The marketing budget for Las Vegas Hilton is miniscule when compared to multi-property powerhouse rivals like MGM Mirage, Harrah's Entertainment and Wynn Resorts. And despite being relatively late to the social media party, the hotel has picked up enough incremental business from Twitter and Facebook to convince once-skeptical executive management to fund a full-time social media coordinator position.

The Hilton’s first “tweet-up” last year drew 130 participants to the hotel—the vast majority of them as first-time guests. “It caught the attention of our executives—they said, 'Wow, you did this with nothing?’” says Peter Arceo, executive director of casino marketing. “These have become loyal customers spending money at the bar, talking about the hotel. That was the buy-in [the executive team] needed to fund this.”

Monthly tweet-ups keep growing in size.In less than a year, @LasVegasHilton has accumulated more than 23,000 Twitter followers. While other properties in Vegas complement social media marketing with heavily promoted contests, viral videos and even digital Twitter billboards, the Hilton has no social media budget, so it instead focuses on building personal relationships with brand advocates that extend beyond the computer screen into real life. “We’re trying to build solid, loyal fans and followers—people who want to come here,” Arceo says.

via Hotel Social Media On A Shoestring Budget – 2010-04-01 07:00:00 | Hotels.

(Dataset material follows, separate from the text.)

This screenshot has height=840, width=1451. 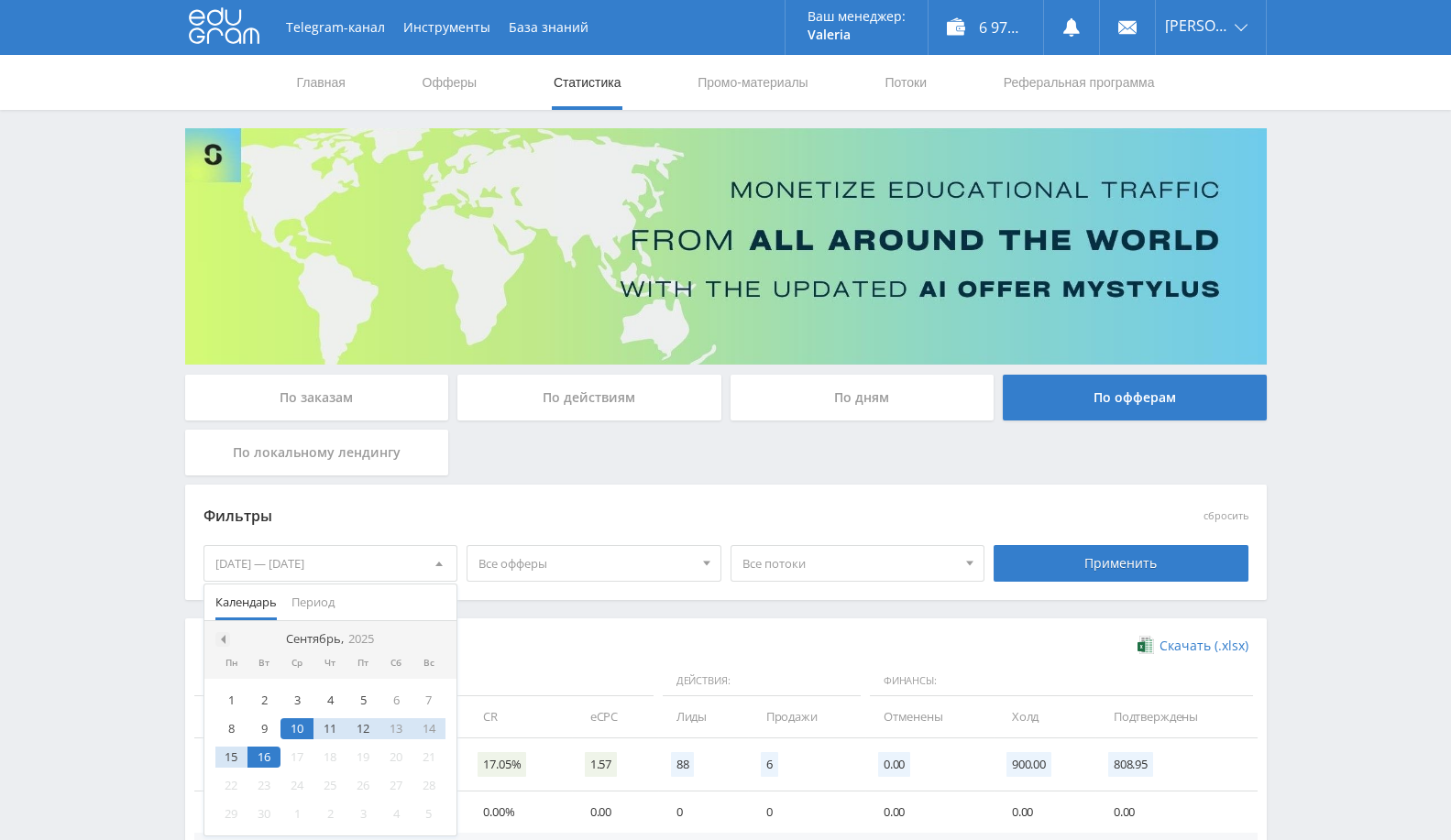 What do you see at coordinates (1176, 717) in the screenshot?
I see `td: Подтверждены` at bounding box center [1176, 717].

Here’s the Las Vegas Hilton Twitter stream. Seems like an awful lot of #hash #tags to me. Here’s a sample post:

Have you tried #Benihana? One of The Most Popular #LasVegas #Japanese #Restaurants around. http://bit.ly/2pAF0F

If Twitter is reaping such benefits for the hotel, that’s great, since this is likely the most challenging year the property’s ever faced, including the aftermath of the 1981 fire. Clearly, though, this isn’t enough to compensate for the bigger economic problems that are to blame for the Hilton’s poor performance over the last year.

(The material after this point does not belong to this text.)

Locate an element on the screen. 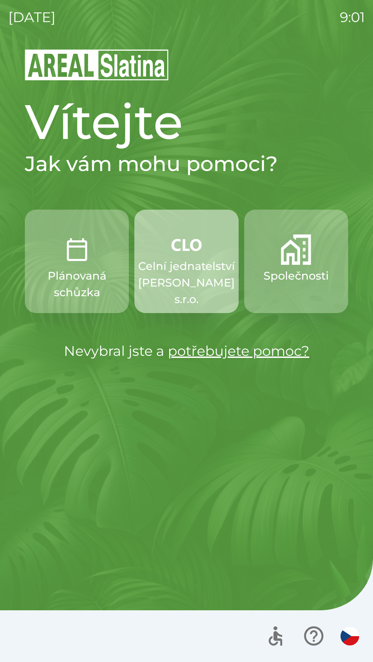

I can see Twitter helping draw a few more FIT people in, but the Hilton will rise or fall based on its convention business.

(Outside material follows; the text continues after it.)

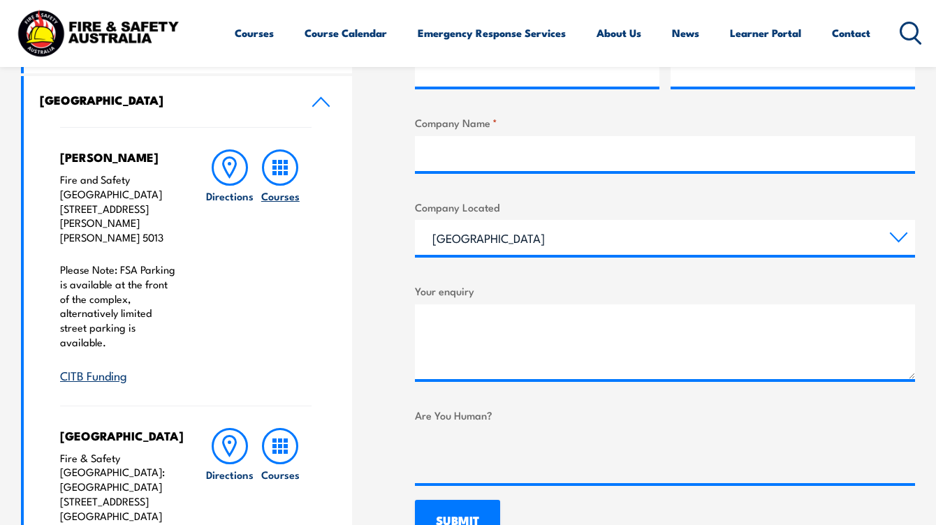  What do you see at coordinates (665, 291) in the screenshot?
I see `label: Your enquiry` at bounding box center [665, 291].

Speaking of drawing incrementally more business, it’s worth saying that the September 2008 closing of Star Trek: The Experience has left a huge hole at the Hilton. With the new movie coming out last year, I can only imagine what kind of traffic it would be drawing right now.

Madder, leaner, Vegas

Since it’s Thursday, I’ve got a new Green Felt Journal for you to read in Vegas Seven magazine. This week, I talk about March Madness on the Strip:

The basketball-mad crowd covers all ages, from cigar-chomping sharp bettors in their 60s to still-in-school rowdies wearing their college colors. It skews young, however, with 20- to 30-somethings dominating in most casinos. The audience in most sports books is about 97 percent male.

The NCAA Tournament, particularly the first weekend, has become an unofficial cross-country college reunion getaway. Although many fans have moved on from the frat house or dorm television lounge and might live thousands of miles apart, they return to Las Vegas in groups of varying sizes each spring to watch the games, drink beer and enjoy what’s become the ultimate guy trip.

The tournament has become one of the biggest draws in town. While it’s impossible to directly assess its total economic impact (no one fills out a survey saying they came to town for the games), it’s acknowledged as a huge draw.

via March Madness offers peek at leaner Vegas vacation | Vegas Seven.

I used the word “crowd” three times in the story, and might have used it more, because gathering information for this story really brought to mind Charles Mackay’s Extraordinary Popular Delusions and the Madness of Crowds. Not that I’m saying that the guys betting on March Madness are deluded, but it is March “Madness,” and there are big crowds, so I guess my brain filled in the blanks.

And there was something very compelling, but very exhausting, about the atmosphere in the books. I can’t see how anyone has enough energy to do anything but crash for 12 hours, beer and other depressants of choice notwithstanding, after a day of March Madness Vegas action. It must be all the oxygen they pump into the casino.

That last sentence, my friends, is the closest I’m getting to an April Fool’s joke this year.